US consumer ads “led to higher drug prices”

by | 26th Nov 2009 | News

A new study suggesting that US direct-to-consumer advertising (DTCA) for a top-selling drug had no effect on prescribing rates but led to a major rise in the drug’s price needs to be followed up, say the authors.

A new study suggesting that US direct-to-consumer advertising (DTCA) for a top-selling drug had no effect on prescribing rates but led to a major rise in the drug’s price needs to be followed up, say the authors.

Use of Bristol-Myers Squibb/Sanofi-Aventis’ blood-thinner Plavi
x (clopidogrel), which first appeared on the market in 1998, did not increase as a result of the consumer advertising campaign for it which began in 2001. However, a “sudden and sustained increase” in the drug’s price after the ads commenced cost 27 state Medicaid programmes an additional $207 million in pharmacy expenditures during 2001-2005, say researchers led by Dr Michael Law of the University of British Columbia in Vancouver, reporting their findings in the Archives of Internal Medicine this week.

The price of Plavix increased 12% immediately after the DTCA began in 2001, say the authors, who note that in order to recoup the “substantial” costs of DTCA – which totaled more than $350 million for Plavix during 2001-5 – drugmakers need to generate higher revenues through increased sales, higher prices or both.

“If drug price increases after DTCA initiation are common, there are important implications for payers and for policy makers in the United States and elsewhere. Future longitudinal studies should examine other drugs and settings because many other countries are currently considering whether to permit DTCA,” the authors conclude. Currently, DTCA is permitted only in the USA and New Zealand.

In comments to Reuters, Dr Law added: “the public should rightly wonder why they’re paying millions in extra drug costs to pay for advertising campaigns that don’t work.”

US drugmakers’ spending for DTCA has increased more than 330% in the last 10 years, and in 2006 the US Government Accountability Office (GAO) reported that every $1 spent on DTCA generates an average $2 in sales. However, in September 2008, the first-ever controlled study into DTCA – whose authors included Dr Law – reported in the British Medical Journal (BMJ) that money spent on such advertising has no effect whatsoever.

Nevertheless, the control or abolition of DTCA has long been a popular target for Congress, and current proposals include House Energy and Commerce Committee chairman Henry Waxman’s call for the Food and Drug Administration (FDA) to have powers to ban such advertising for new drugs for up to three years after approval, and New York Representative Jerrold Nalder’s reintroduced Say No to Drug Ads Act, which would abolish tax exemptions for DTCA.

It is in the first few years of a new drug’s life that manufacturers “often aggressively market their products and engage in DTCA,” and this “increases the number of consumers exposed to safety risks of new products long before they are truly understood,” Rep Waxman has said.

Around 30 million people, or about 16% of the US population, are enrolled in the 27 state Medicaid programmes – the federal health insurance programme for those on low incomes – used in the study.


■ **Description of the task**
Count every line below that holds "Feed". The answer is the number alone.

■ **Supplied data**
-----
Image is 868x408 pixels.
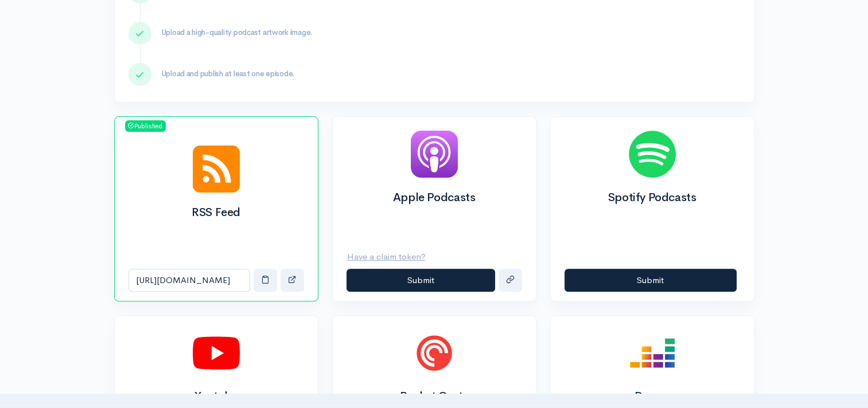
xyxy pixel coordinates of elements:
img: Deezer logo [629,330,676,377]
img: RSS Feed logo [193,145,240,193]
span: Published [125,120,166,132]
input: RSS Feed link [129,269,250,293]
button: Have a claim token? [347,245,433,269]
h2: Spotify Podcasts [564,191,740,204]
img: Pocket Casts logo [411,330,458,377]
u: Have a claim token? [347,251,426,262]
span: Upload a high-quality podcast artwork image. [162,28,312,37]
img: Apple Podcasts logo [411,131,458,178]
button: Submit [347,269,495,293]
h2: Deezer [564,391,740,403]
img: Youtube logo [193,330,240,377]
h2: Pocket Casts [347,391,522,403]
h2: Youtube [129,391,304,403]
img: Spotify Podcasts logo [629,131,676,178]
button: Submit [564,269,737,293]
h2: RSS Feed [129,206,304,219]
h2: Apple Podcasts [347,191,522,204]
span: Upload and publish at least one episode. [162,69,295,78]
-----
■ **Output of the exercise**
3